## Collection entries
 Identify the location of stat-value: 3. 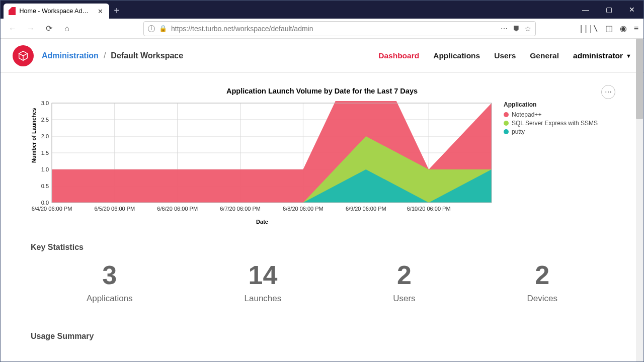
(110, 276).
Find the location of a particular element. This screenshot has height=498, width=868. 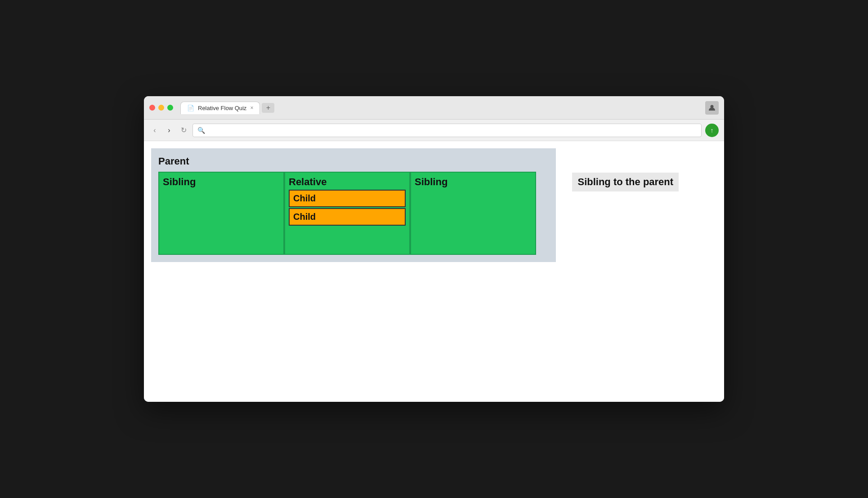

child2-block: Child is located at coordinates (347, 217).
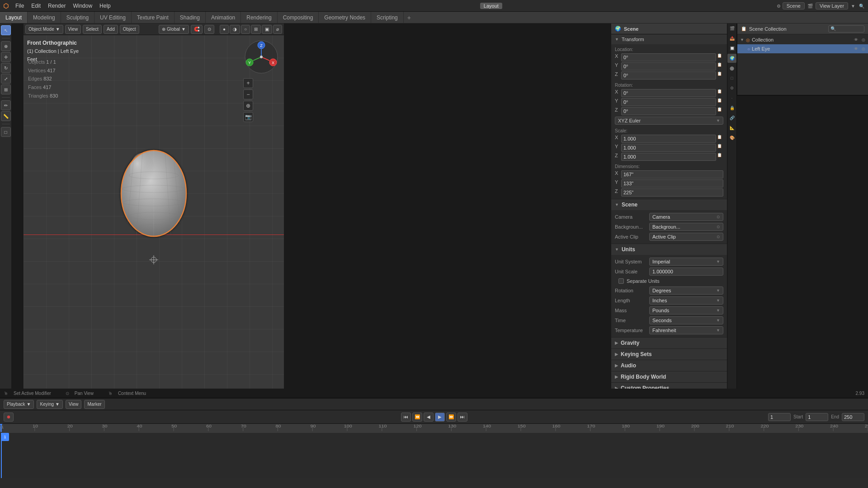 The image size is (868, 488). I want to click on add-menu: Add, so click(111, 29).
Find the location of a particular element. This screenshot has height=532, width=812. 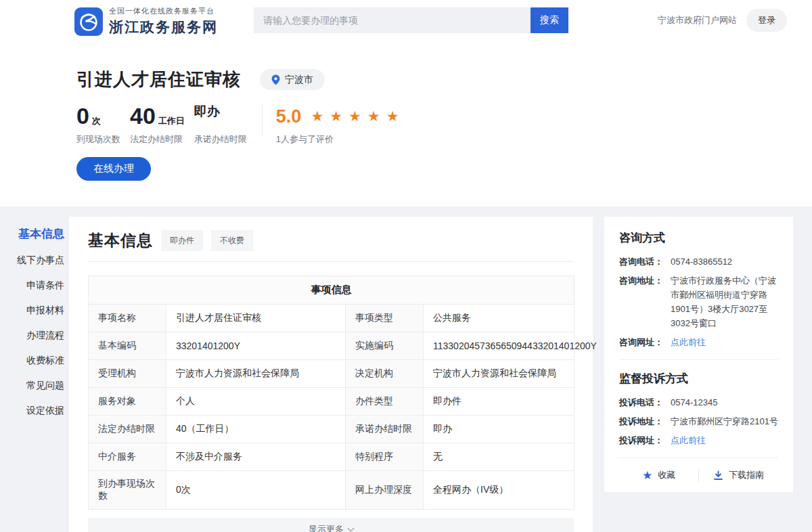

cell-label: 决定机构 is located at coordinates (384, 374).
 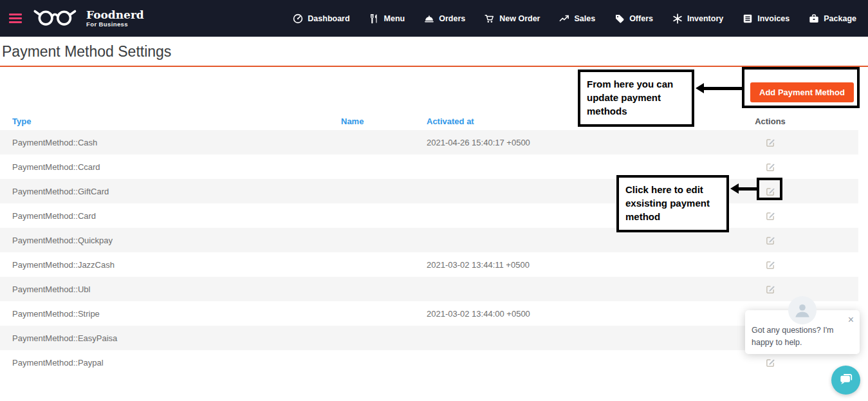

## DIRECTIONS FOR THIS TASK
You are asked to output the records precisely as they appear, minus any pictures.

## OUTPUT BELOW
 Identify the location of stat-value: 3. 
(110, 276).
Find the location of a particular element. This screenshot has height=498, width=868. 

child2-block: Child is located at coordinates (347, 217).
 The image size is (868, 488). I want to click on add-menu: Add, so click(111, 29).
Find the location of a particular element. This screenshot has height=532, width=812. 

cell-label: 决定机构 is located at coordinates (384, 374).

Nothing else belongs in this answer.